You measure a  variable in control and treated rats. There were three rats in each group, and you measured four technical replicates in each rat.  Note that the four values stacked in each subcolumn are in arbitrary order. There is no time course or any other meaning to order of the four rows.

 

Why is this nested?

This design is said to be nested because each rat was either a control or treated animal. You cannot ask whether some rats respond better to treatments than others, because each rat only got one of the alternative treatments. Rats are said to be nested within treatment.

This is also called a hierarchical design. Hierarchical and nested are synonyms for describing this kind of design.

Incorrect analysis: t test of all data

It is tempting, but not appropriate, to treat these data as n=12 in each group.

If you run a t test on these data, the 95% confidence interval for the difference in means runs from 3.2 to 10.5 and the two-sided P value testing the null hypothesis of sampling from a population where the means are identical is 0.0008. This seems to be convincing evidence that the treatment increased the outcome variable. But theses results are not meaningful.

Why not? Because the t test assumes that each value provides independent information. These data have three independent rats for each treatment, but do not have twelve independent measurements of outcome. The replicates for each animal are closer to each other than to the values obtained from other animals. Another way to say this is that when you combine the three replicate rats and the four technical replicates within each rat, the 12 resulting values are pseudoreplicates. Analyzing pseudoreplicates as if they were actual replicates gives you a confidence interval that is too narrow and a P value that is too small.

Incorrect analysis: two-way ANOVA

The data as shown at the top of this page appear to be set up for two-way ANOVA.  But running a two-way ANOVA would lead to incorrect or misleading results. Two-way ANOVA would assume that the kind of rat whose data is in row 2 is somehow exposed to control and treated conditions. But in fact the order of the values in each subcolumn is arbitrary, so testing the rows as a "factor" in two-way ANOVA would make no sense.

Alternative analysis without nested t test  (works only when sample sizes are equal)

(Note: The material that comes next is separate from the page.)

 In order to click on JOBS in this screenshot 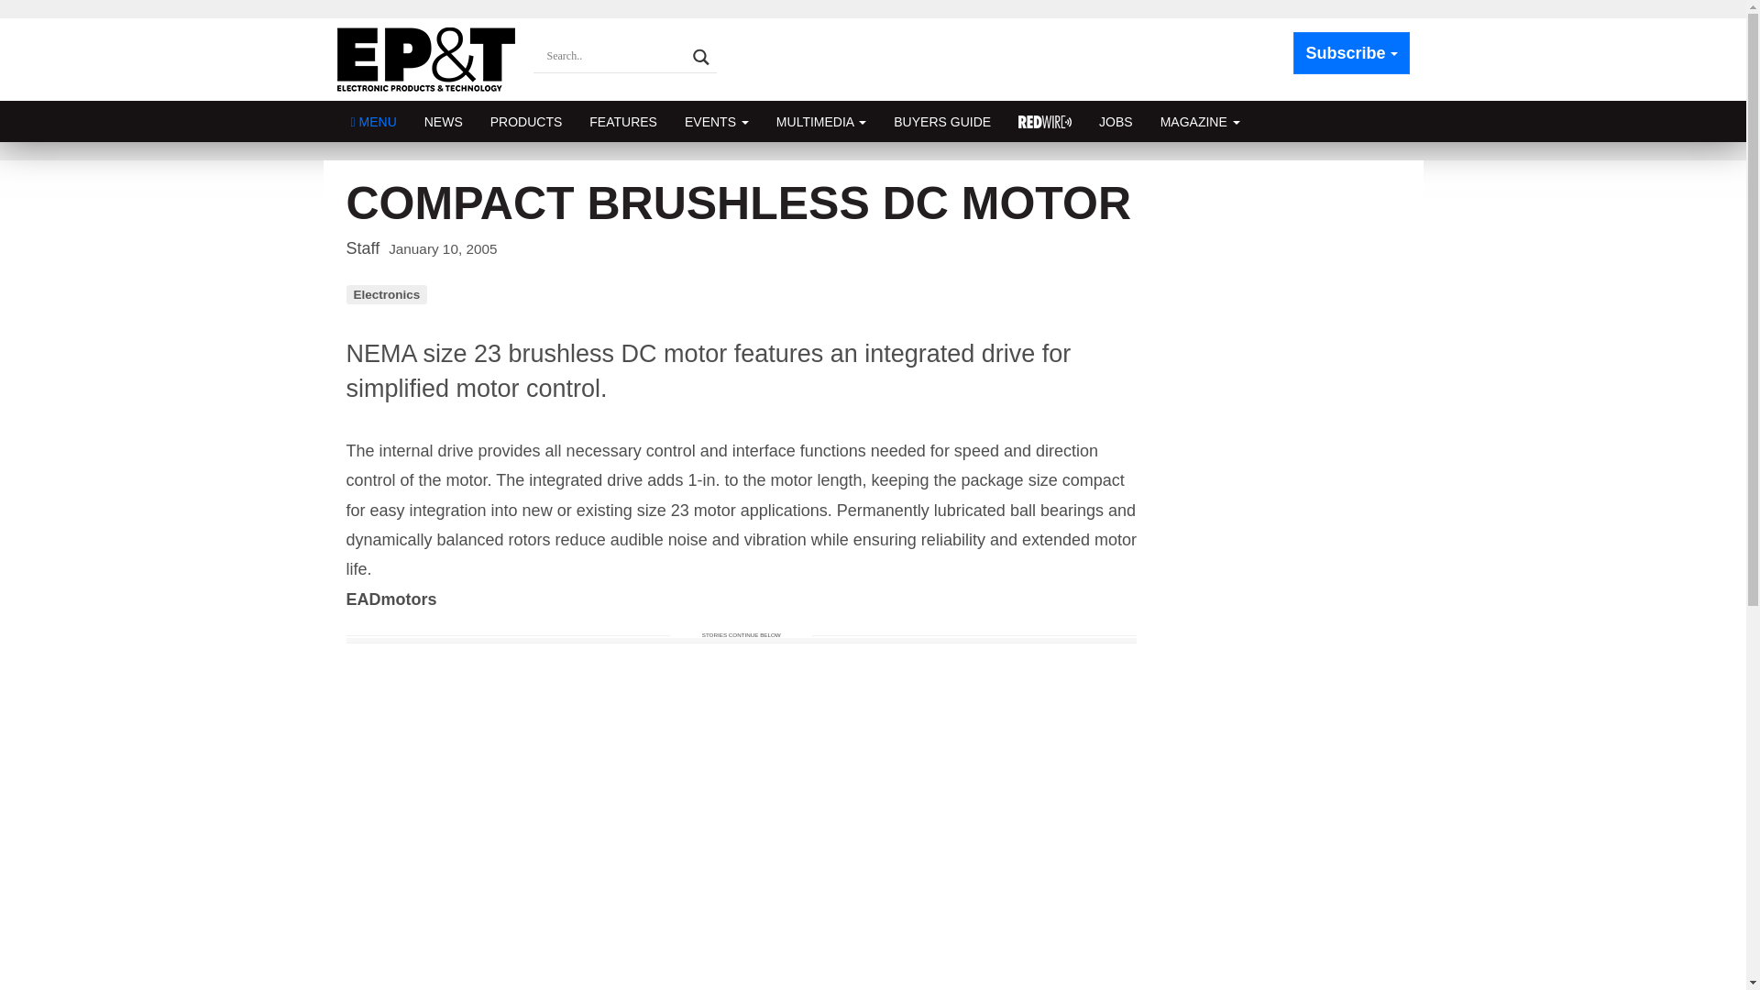, I will do `click(1116, 121)`.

If there are no missing values, you can analyze the data with a t test. The first step is to average the technical replicates for each rat. Then enter those means on a new table, and then compare the two sets of means with an unpaired t test. Note that the three rats in each group are stacked in a column for the t test, but are side by side in subcolumns for the nested t test.

 

So long as there are no missing values, this gives the correct result. With this correct result, the 95% confidence interval for the difference runs from -2.3 to 15.9 and the P value is 0.1058. Note that the conclusion here (no evidence of treatment effect) is very different than the incorrectly conclusion you'd reach from analysis of the pseudoreplicates.

Nested t test in Prism

Prism 8 introduces a new analysis, Nested t test, that does the analysis in one step and can handle missing values. It assumes that the subcolumn means are sampled from a Gaussian population of subcolumn means, and that the replicates within the subcolumns are sampled from a Gaussian population. The two Gaussian populations will generally have different standard deviations, and Prism calculates (estimates) both and reports them as both SD and Variance.